The feedback from the changes in the organism is more specific in comparison to the feedback obtained from improved physical capacities and competition results. The feedback from physical capacities and competition results is an integral one, summing up the total positive and negative changes that might have occurred during a prolonged period. The conclusions made from this kind of feedback are therefore only relatively truthful, allowing the evaluation of a general trend but not the details of the whole training process.
Carrying out feedback from the changes in the organism is in reality a complicated task. There are two possibilities available to the coach:
o To use the help of sport physicians and special laboratories.
o To be supplied with tests that describe indirectly but with sufficient validity the main changes in the organism caused by certain training exercises.
Whatever the case, coaches must understand the corresponding information in order to use it for the guidance of training processes. The practical use of the scheme outlined above requires an understanding of what are the necessary changes to achieve. The aim of training - a top level performance. This, in turn, leads to an analysis of factors that limit performances in a particular event in order to find the best solution (Figure 4).

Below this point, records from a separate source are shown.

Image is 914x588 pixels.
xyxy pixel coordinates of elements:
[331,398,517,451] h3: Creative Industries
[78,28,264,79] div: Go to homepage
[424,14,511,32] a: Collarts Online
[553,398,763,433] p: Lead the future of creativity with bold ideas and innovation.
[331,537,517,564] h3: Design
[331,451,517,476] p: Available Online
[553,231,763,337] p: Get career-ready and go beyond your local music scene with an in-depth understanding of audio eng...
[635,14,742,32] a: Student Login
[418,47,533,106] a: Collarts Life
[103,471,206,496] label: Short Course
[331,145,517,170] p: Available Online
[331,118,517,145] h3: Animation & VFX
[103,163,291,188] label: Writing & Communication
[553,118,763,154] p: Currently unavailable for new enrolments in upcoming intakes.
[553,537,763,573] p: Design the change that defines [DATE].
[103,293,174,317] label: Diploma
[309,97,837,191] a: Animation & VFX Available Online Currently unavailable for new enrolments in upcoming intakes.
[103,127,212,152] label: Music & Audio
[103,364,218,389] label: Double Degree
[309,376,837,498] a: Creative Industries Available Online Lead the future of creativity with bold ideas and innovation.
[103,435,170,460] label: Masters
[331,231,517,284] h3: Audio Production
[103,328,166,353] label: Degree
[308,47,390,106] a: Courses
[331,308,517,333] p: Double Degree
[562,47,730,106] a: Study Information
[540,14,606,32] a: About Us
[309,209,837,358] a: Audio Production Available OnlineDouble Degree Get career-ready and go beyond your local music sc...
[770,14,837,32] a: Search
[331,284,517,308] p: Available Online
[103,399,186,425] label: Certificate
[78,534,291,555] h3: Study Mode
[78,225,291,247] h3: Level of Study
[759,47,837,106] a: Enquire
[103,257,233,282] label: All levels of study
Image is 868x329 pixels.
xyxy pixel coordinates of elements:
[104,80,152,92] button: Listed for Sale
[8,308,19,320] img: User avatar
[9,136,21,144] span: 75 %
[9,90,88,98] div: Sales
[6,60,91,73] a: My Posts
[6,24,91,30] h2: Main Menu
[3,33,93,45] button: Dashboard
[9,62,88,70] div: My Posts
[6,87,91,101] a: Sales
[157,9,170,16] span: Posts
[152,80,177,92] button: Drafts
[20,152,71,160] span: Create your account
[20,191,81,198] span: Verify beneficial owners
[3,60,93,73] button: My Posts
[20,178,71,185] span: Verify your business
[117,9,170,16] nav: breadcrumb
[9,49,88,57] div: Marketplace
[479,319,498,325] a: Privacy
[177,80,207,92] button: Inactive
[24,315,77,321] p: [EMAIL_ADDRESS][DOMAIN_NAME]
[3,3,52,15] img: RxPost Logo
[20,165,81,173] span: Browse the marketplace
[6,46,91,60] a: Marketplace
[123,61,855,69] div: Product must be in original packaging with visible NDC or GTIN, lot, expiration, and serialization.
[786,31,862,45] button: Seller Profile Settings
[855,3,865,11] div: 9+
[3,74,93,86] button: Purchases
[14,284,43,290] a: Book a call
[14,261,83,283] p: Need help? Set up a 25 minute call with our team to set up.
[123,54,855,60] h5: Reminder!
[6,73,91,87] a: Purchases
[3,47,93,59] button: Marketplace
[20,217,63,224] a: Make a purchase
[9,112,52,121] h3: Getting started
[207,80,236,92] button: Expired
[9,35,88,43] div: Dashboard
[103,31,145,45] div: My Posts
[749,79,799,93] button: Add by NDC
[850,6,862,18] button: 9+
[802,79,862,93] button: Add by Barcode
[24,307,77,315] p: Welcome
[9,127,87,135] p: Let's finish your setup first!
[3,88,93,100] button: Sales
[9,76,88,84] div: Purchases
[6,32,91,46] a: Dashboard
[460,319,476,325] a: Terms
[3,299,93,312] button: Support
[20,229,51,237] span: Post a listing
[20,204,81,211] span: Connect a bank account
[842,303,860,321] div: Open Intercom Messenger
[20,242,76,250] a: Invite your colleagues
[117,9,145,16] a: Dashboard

Top level competition results depend on training, as well as on genetic characteristics. However, it must be emphasized that there are no genetically induced factors that directly determine competition results in any single event. The positive (or negative) significance of genetic factors become apparent in training. There is an interrelation. Training makes it possible to use genetically induced manifestations in the improvements of performances. At the same time, the effectiveness of training in various directions depends on the susceptibility of the organism to the various training exercises.

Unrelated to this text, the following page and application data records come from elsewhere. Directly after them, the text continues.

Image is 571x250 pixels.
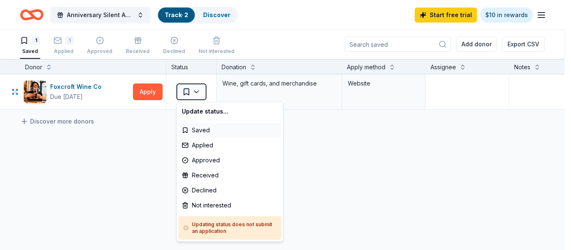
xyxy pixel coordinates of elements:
[179,183,281,198] div: Declined
[179,198,281,213] div: Not interested
[179,104,281,119] div: Update status...
[179,123,281,138] div: Saved
[184,222,276,235] h5: Updating status does not submit an application
[179,168,281,183] div: Received
[179,153,281,168] div: Approved
[179,138,281,153] div: Applied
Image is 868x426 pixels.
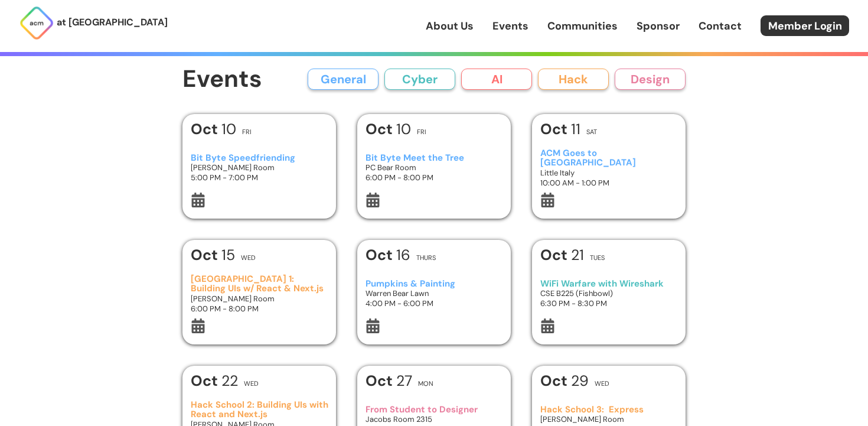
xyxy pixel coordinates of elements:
[191,119,222,139] b: Oct
[385,69,455,90] button: Cyber
[191,374,238,389] h1: 22
[19,5,54,41] img: ACM Logo
[540,248,584,263] h1: 21
[540,168,678,178] h3: Little Italy
[540,405,678,415] h3: Hack School 3: Express
[540,279,678,289] h3: WiFi Warfare with Wireshark
[191,274,329,294] h3: [GEOGRAPHIC_DATA] 1: Building UIs w/ React & Next.js
[242,129,252,135] h2: Fri
[540,148,678,168] h3: ACM Goes to [GEOGRAPHIC_DATA]
[366,173,503,183] h3: 6:00 PM - 8:00 PM
[366,371,397,391] b: Oct
[191,248,235,263] h1: 15
[366,245,397,265] b: Oct
[418,129,427,135] h2: Fri
[540,415,678,425] h3: [PERSON_NAME] Room
[366,289,503,299] h3: Warren Bear Lawn
[366,163,503,173] h3: PC Bear Room
[586,129,597,135] h2: Sat
[57,15,168,30] p: at [GEOGRAPHIC_DATA]
[540,371,571,391] b: Oct
[492,18,528,34] a: Events
[417,255,435,261] h2: Thurs
[191,304,329,314] h3: 6:00 PM - 8:00 PM
[540,119,571,139] b: Oct
[461,69,532,90] button: AI
[19,5,168,41] a: at [GEOGRAPHIC_DATA]
[366,279,503,289] h3: Pumpkins & Painting
[540,299,678,309] h3: 6:30 PM - 8:30 PM
[366,405,503,415] h3: From Student to Designer
[366,299,503,309] h3: 4:00 PM - 6:00 PM
[540,122,580,137] h1: 11
[366,415,503,425] h3: Jacobs Room 2315
[183,66,263,93] h1: Events
[191,371,222,391] b: Oct
[366,153,503,163] h3: Bit Byte Meet the Tree
[540,289,678,299] h3: CSE B225 (Fishbowl)
[590,255,605,261] h2: Tues
[547,18,618,34] a: Communities
[540,178,678,188] h3: 10:00 AM - 1:00 PM
[637,18,680,34] a: Sponsor
[191,245,222,265] b: Oct
[761,15,849,36] a: Member Login
[366,374,413,389] h1: 27
[244,381,259,387] h2: Wed
[538,69,609,90] button: Hack
[191,153,329,163] h3: Bit Byte Speedfriending
[419,381,434,387] h2: Mon
[366,122,412,137] h1: 10
[595,381,609,387] h2: Wed
[191,122,237,137] h1: 10
[615,69,686,90] button: Design
[191,163,329,173] h3: [PERSON_NAME] Room
[366,248,411,263] h1: 16
[191,294,329,304] h3: [PERSON_NAME] Room
[366,119,397,139] b: Oct
[699,18,742,34] a: Contact
[540,374,589,389] h1: 29
[191,173,329,183] h3: 5:00 PM - 7:00 PM
[426,18,473,34] a: About Us
[191,400,329,420] h3: Hack School 2: Building UIs with React and Next.js
[540,245,571,265] b: Oct
[241,255,256,261] h2: Wed
[308,69,379,90] button: General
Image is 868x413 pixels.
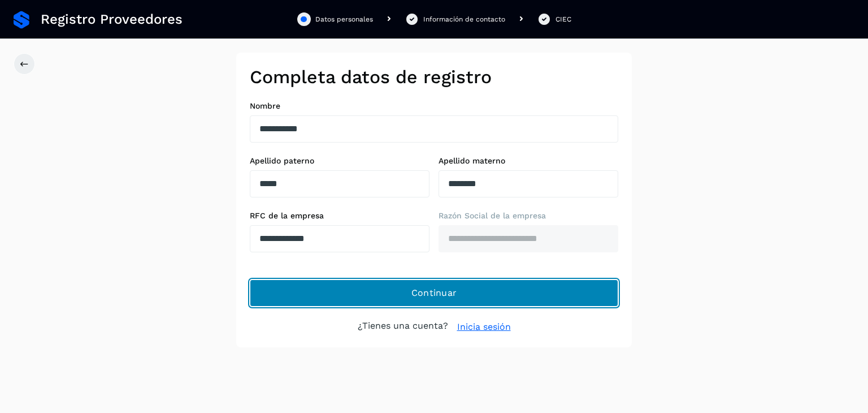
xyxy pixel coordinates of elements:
label: Apellido paterno [250,156,429,166]
a: Inicia sesión [457,320,511,333]
label: RFC de la empresa [250,211,429,221]
span: Continuar [411,287,457,299]
h2: Completa datos de registro [250,66,619,87]
label: Razón Social de la empresa [439,211,619,221]
button: Continuar [250,280,619,306]
div: Información de contacto [424,14,505,24]
div: CIEC [555,14,571,24]
div: Datos personales [315,14,373,24]
label: Nombre [250,101,619,111]
p: ¿Tienes una cuenta? [358,320,448,333]
span: Registro Proveedores [41,11,183,28]
label: Apellido materno [439,156,619,166]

The tasks related to the achievement of top level performances have to be rationally distributed over the whole 10- to 12-year period during which a prepubertal boy or girl is developed into a champion. The training strategy has to determine how to distribute the tasks, taking into consideration the development of the organism during adolescence. This means that the most favorable age periods have to be found to induce the necessary structural, metabolic and functional changes. The distribution of the various tasks within a year’s meso and microcycles also belong to the strategy of training.
The carrying out of the induction of the necessary changes is part of the training tactics, responsible for finding the most rational ways and finally the necessary training methods and exercises.